Is it useful to think of green chemists and engineers in terms of social movement theory?The authors provide an overview of the field of green chemistry and draw on concepts from social movement theory to analyze the developments in green chemistry. They then probe some of the problems that political progressives would face in trying to cooperate with green chemists. They close by linking their analysis to questions concerning governance of technological innovation. They find that green chemistry may be closer to business-as-usual than to a radical departure. Environmentalists might investigate the prospects for cooperation with green chemists in pushing toward a benign chemical regime. Whether green chemistry constitutes the elite movement that the authors have been investigating in this article is less important than whether those with expertise in benign chemical synthesis have insights that the rest of the environmental movement ought to be pursuing more diligently.
Might a rapprochement be desirable and possible between the more academic and the more activist wings of STS? What can each learn from the other? A promising trajectory for this purpose may be to reinterpret and extend research in the constructivist tradition, building on recent work that appears to constitute the beginnings of a reconstructivist scholarly tradition.Some of the necessary work would be explicitly prescriptive: given that technology and society are mutually and reciprocally constructing, how should technologies be constructed, which social groups deserve inclusion in which processes, and how should closure be reached? But other issues might be taken up by scholars motivated exclusively by curiosity, or by the intention of building a subfield: what factors slow or prevent the emergence of entire subfields of technoscientific endeavour, as arguably has occurred with 'green chemistry', 'alternative health', and alternatives to weaponry-oriented national defence?Our intention is not to prescribe, but to help catalyse a next round of friendly discussion in STS about these and related matters, encouraging greater reflexivity of the field as a whole.
The cycle of social movement mobilization over the past generation moved theorists to make claims about the novelty of student, peace, ecology, and women's movements of the period. It has not been determined whether such characteristics apply to the anti-nuclear weapons movements of the 1980s. This article reviews the theoretical underpinning of "new social movements" and assesses the extent to which it accurately describes the action, identity, and organization of recent peace movements, with special attention to the West German antimissile movement. The author argues that anti-nuclear weapons efforts, in both Europe and the United States, evinced a distinctive blend of borrowed and innovative features but had more in common with their predecessors than previously recognized.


Action item = Copy out, from the entries below, each line holding the string "chart".

——————

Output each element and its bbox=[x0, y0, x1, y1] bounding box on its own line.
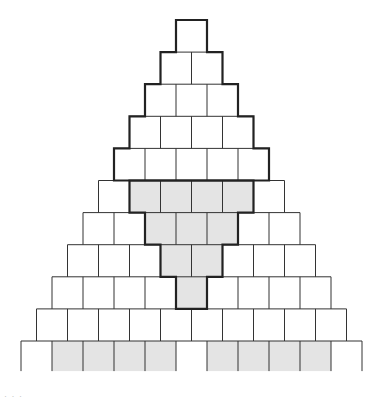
shaded-region-row bbox=[176, 277, 207, 309]
pyramid-diagram bbox=[0, 0, 389, 401]
caption-text: · · · bbox=[4, 392, 264, 401]
top-triangle-outline bbox=[114, 20, 269, 181]
shaded-region-row bbox=[145, 213, 238, 245]
grid-layer bbox=[21, 20, 362, 371]
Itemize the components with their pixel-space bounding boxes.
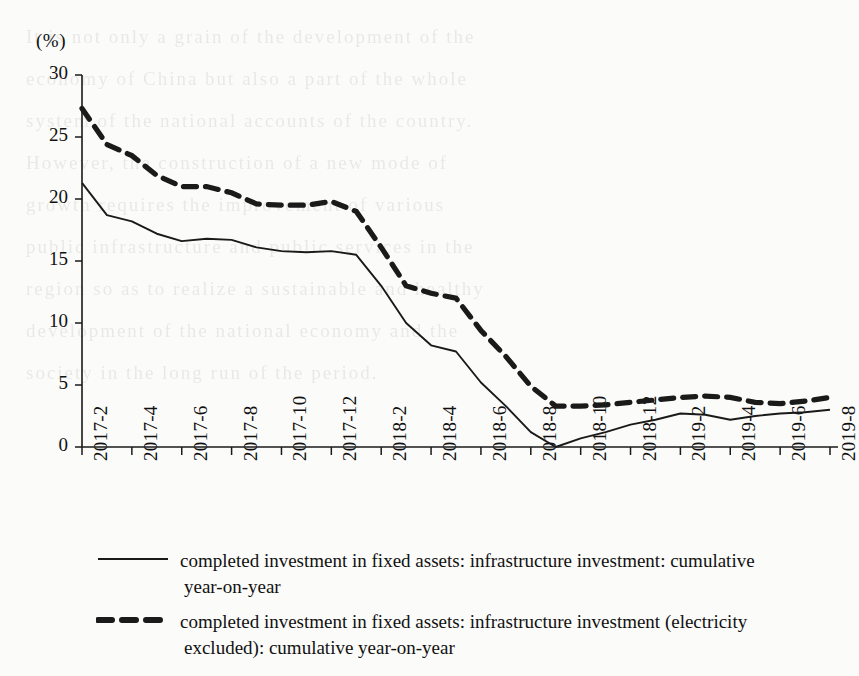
y-axis-ticks (75, 75, 82, 447)
legend-label-line2: excluded): cumulative year-on-year (180, 635, 747, 661)
legend-label-line1: completed investment in fixed assets: in… (180, 550, 755, 571)
legend-label-infrastructure-excl-electricity: completed investment in fixed assets: in… (180, 609, 747, 661)
legend-item-infrastructure: completed investment in fixed assets: in… (96, 548, 836, 600)
chart-figure: It is not only a grain of the developmen… (0, 0, 859, 676)
series-line-infrastructure-excl-electricity (82, 108, 830, 406)
chart-legend: completed investment in fixed assets: in… (96, 548, 836, 670)
legend-label-infrastructure: completed investment in fixed assets: in… (180, 548, 755, 600)
legend-swatch-solid-line (96, 548, 170, 570)
series-line-infrastructure (82, 183, 830, 447)
legend-item-infrastructure-excl-electricity: completed investment in fixed assets: in… (96, 609, 836, 661)
legend-swatch-dashed-line (96, 609, 170, 631)
legend-label-line1: completed investment in fixed assets: in… (180, 611, 747, 632)
legend-label-line2: year-on-year (180, 574, 755, 600)
x-axis-ticks (82, 447, 830, 455)
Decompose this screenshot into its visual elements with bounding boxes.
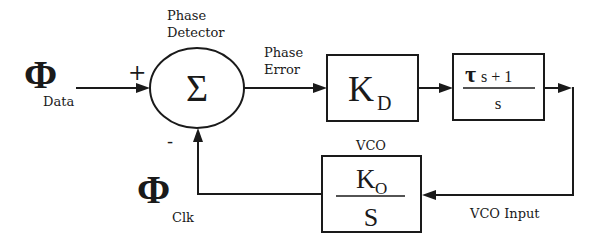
kd-to-filter-arrowhead-icon	[439, 83, 453, 93]
phase-detector-label-line1: Phase	[167, 8, 207, 23]
minus-sign: -	[167, 131, 173, 152]
input-phi-data: Φ Data	[24, 52, 74, 109]
phase-error-label-line1: Phase	[264, 45, 304, 60]
sigma-icon: Σ	[186, 67, 208, 109]
tau-symbol: τ	[465, 61, 476, 87]
pll-block-diagram: Φ Data + Phase Detector Σ Phase Error K …	[0, 0, 603, 241]
vco-denominator: S	[364, 203, 378, 232]
vco-input-label: VCO Input	[469, 206, 540, 221]
phi-clk-subscript: Clk	[172, 210, 194, 225]
summing-junction: Σ	[150, 48, 244, 128]
ko-subscript: O	[375, 179, 387, 198]
detector-gain-block: K D	[327, 55, 418, 121]
plus-sign: +	[128, 60, 146, 85]
phase-error-label-line2: Error	[264, 62, 301, 77]
feedback-arrowhead-icon	[193, 128, 203, 142]
vco-label: VCO	[355, 138, 386, 153]
phi-data-symbol: Φ	[24, 52, 57, 97]
filter-denominator: s	[495, 94, 502, 113]
phase-error-arrowhead-icon	[313, 83, 327, 93]
phase-detector-label-line2: Detector	[167, 25, 225, 40]
kd-symbol: K	[348, 69, 374, 109]
feedback-phi-clk: Φ Clk	[137, 167, 194, 225]
loop-filter-block: τ s + 1 s	[453, 54, 544, 120]
feedback-line	[198, 138, 322, 194]
vco-input-arrowhead-icon	[422, 190, 436, 200]
filter-numerator: s + 1	[481, 68, 512, 85]
filter-output-arrowhead-icon	[558, 83, 572, 93]
vco-block: K O S	[322, 156, 421, 232]
ko-symbol: K	[356, 164, 376, 194]
kd-subscript: D	[377, 92, 391, 114]
phi-clk-symbol: Φ	[137, 167, 170, 212]
phi-data-subscript: Data	[43, 94, 74, 109]
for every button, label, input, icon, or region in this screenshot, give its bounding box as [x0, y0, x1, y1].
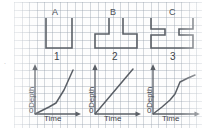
graph-1: 0 Depth Time	[18, 62, 82, 128]
left-margin-mark: .	[4, 59, 9, 65]
container-b-shape	[92, 16, 140, 52]
container-number-2: 2	[112, 52, 118, 62]
graph-2-origin-label: 0	[89, 107, 93, 115]
container-number-3: 3	[170, 52, 176, 62]
graph-1-x-label: Time	[44, 115, 61, 123]
container-c-shape	[147, 16, 199, 52]
graph-2-x-label: Time	[104, 115, 121, 123]
container-number-1: 1	[54, 52, 60, 62]
grid-paper-panel: A 1 B 2 C 3 0	[14, 2, 202, 128]
graph-1-origin-label: 0	[29, 107, 33, 115]
graph-3-origin-label: 0	[147, 107, 151, 115]
graph-3-y-label: Depth	[146, 87, 154, 108]
figure-root: . A 1 B 2 C 3	[0, 0, 203, 128]
graph-3: 0 Depth Time	[136, 62, 202, 128]
graph-2-y-label: Depth	[88, 87, 96, 108]
container-a-shape	[42, 16, 76, 52]
graph-2: 0 Depth Time	[78, 62, 142, 128]
graph-3-x-label: Time	[162, 115, 179, 123]
graph-1-y-label: Depth	[28, 87, 36, 108]
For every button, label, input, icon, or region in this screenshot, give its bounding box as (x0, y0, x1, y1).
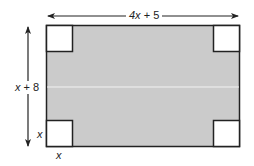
corner-square-bottom-right (214, 121, 240, 147)
width-label-rest: + 5 (141, 9, 160, 21)
width-label-var: 4x (129, 9, 141, 21)
width-label: 4x + 5 (126, 10, 162, 21)
corner-square-top-right (214, 26, 240, 52)
corner-side-horizontal-label: x (56, 150, 62, 161)
height-label-rest: + 8 (21, 81, 40, 93)
corner-square-bottom-left (47, 121, 73, 147)
height-label: x + 8 (15, 81, 39, 94)
corner-side-vertical-label: x (37, 129, 43, 140)
outer-rectangle (47, 26, 240, 147)
corner-square-top-left (47, 26, 73, 52)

——————

Exercise result =
chart-figure: It is not only a grain of the developmen… (0, 0, 859, 676)
chart-legend: completed investment in fixed assets: in… (96, 548, 836, 670)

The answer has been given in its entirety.